The number 7 bus is
The Tower of Babel turned on its side
The Tower of Babble with wheels
It’s articulated in the middle
For maneuvering corners
Although most of the maneuvering
Happens on the inside
& it’s not easy
The number 7 bus stops on every corner
Picks up everybody, everybody being
The passenger who searches her purse his pockets her bags
For the correct change
& comes up a quarter short
The elderly white woman struggling up the steps
Her shopping cart half -filled with her Social Security check’s munificence
Twelve rolls of generic toilet paper
Single ply
She offers to hold a baby in her lap
Oh all those kids and all those babies and baby strollers and diaper bags
More babies than any one mommy can possibly handle while standing
On a lurching bus
Kids cling to seats and are stacked on seats
They love the bell. They pull it often.
The bus stops
Often
An avalanche of menudo cans, family size, bounce down the aisle
While a scowling black man in a wheel chair is lifted up onto the bus.

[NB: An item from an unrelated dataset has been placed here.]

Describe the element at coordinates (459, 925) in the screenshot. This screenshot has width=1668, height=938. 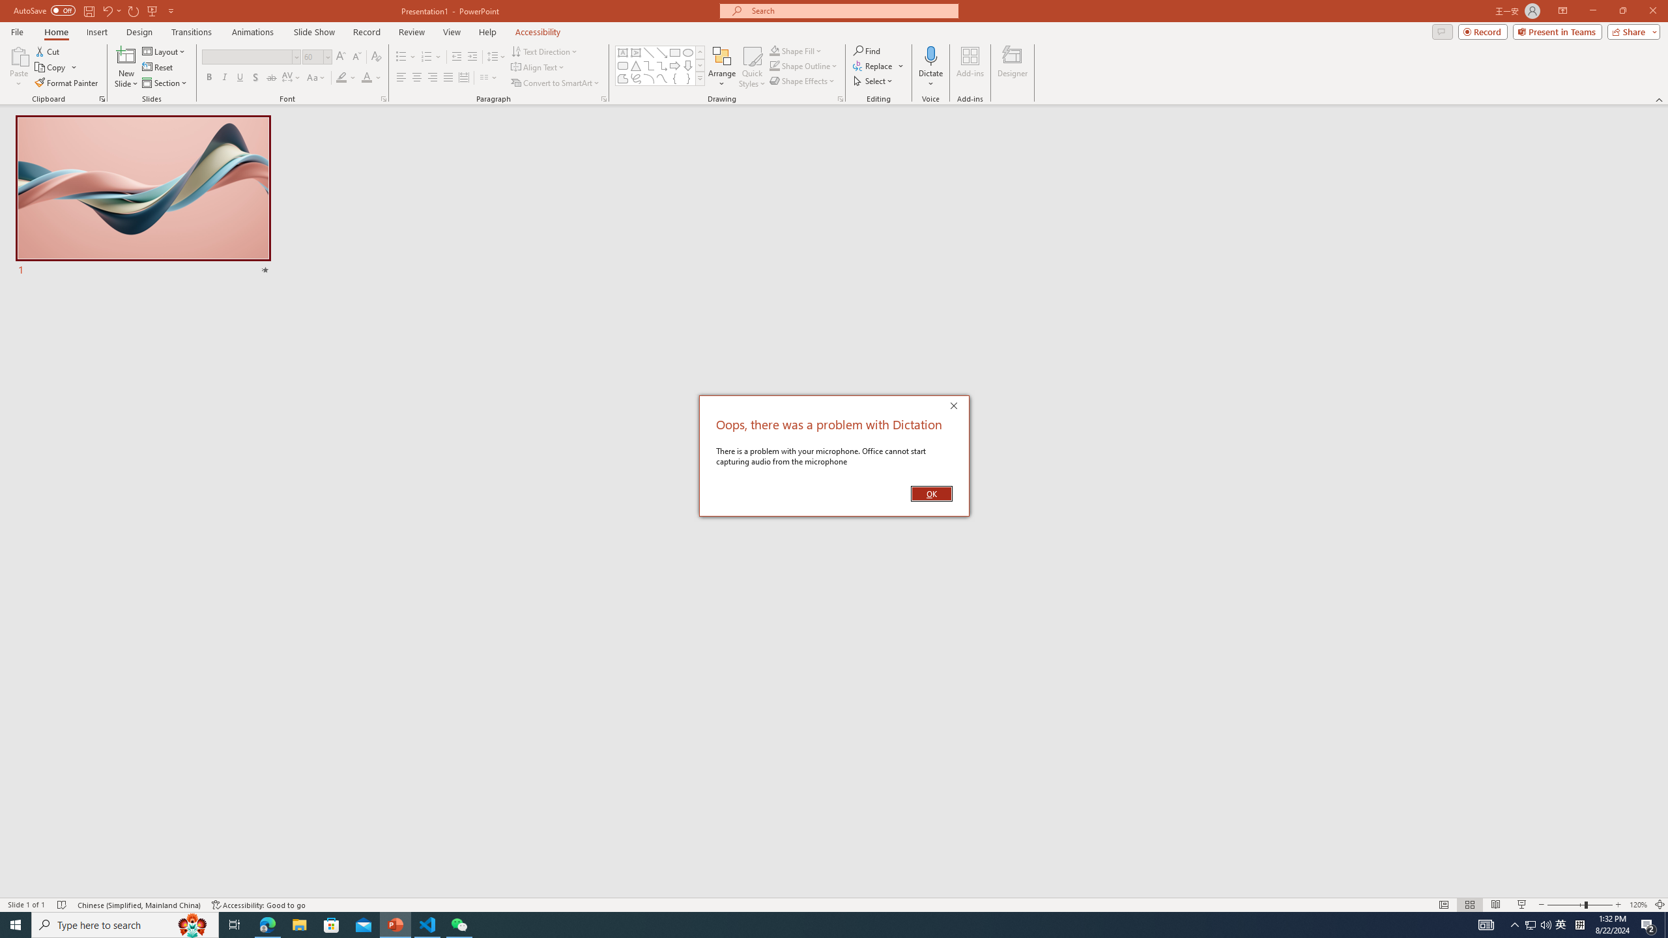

Deftly dodging a menudo can, he straps himself in and shouts
What are you waiting for? Get going.
On the packed number 7 bus I can’t tell
Somalis from Sudanese
Vietnamese or Chinese
Mexican? Guatemalan?
But without turning around I know the guy talking behind me is from the
Bronx
The bus driver only speaks bus driver
And none of us understands a word he says
Over the public address system
A woman gets on with a seeing eye dog
I worry about the dog, now partially curled under her seat
In the front of the number 7 bus
I worry that someone will step on its tail or paw
That it will cry out in pain
& lose its job as a seeing eye dog
It makes me so nervous
Watching all those people getting on with babies
Getting off with all those plastic bags full of Save-U-Corn
Walking past that dog
IT MAKES ME SO NERVOUS
I GET OFF THE BUS AND WAIT
For the next number 7 bus
Filled with a flock of chattering birds
Young women on their way to school to learn English
Who pat their head scarves and arrange the bright wings of their shawls
I push past the old people in the front
Squeeze around the kids
Excuse me perdóname
Sit next to a young man who tells me
He just got out of jail
He’s looking for old friends
& a good time
I have seen snot suppurating wounds and amputated limbs
And one really pissed off guy who needed to take the bus
To buy his bus pass and he wasn’t going to pay to take a bus to buy a bus pass
He says I AM DISABLED, pulls up his shirt and shouts
I HAVE A COLOSTOMY
I have seen a colostomy
A really long knife
& a four foot boa constrictor inside of a net bag
On the number 7 bus
The number 7 bus
Swallows us up
Regurgitates us
In front of the hotels where we work… the restaurants where we work
The doctor’s office …abuela’s house …the school
Or the transfer point …where we wait
For yet another bus.
Author’s note: I wrote this in 2002. Some of you may not remember the large articulated buses that were in use at the time. Buses set low to the street, sans steps, are also a relatively new modification.
Love it Anna. Reminds me of my frequent trips from TJ to Ensenada with the chickens, the cans, the children, the animals, etc.
Anna, this the most wonderful poem I’ve read in a long time. Tugs at my heartstrings.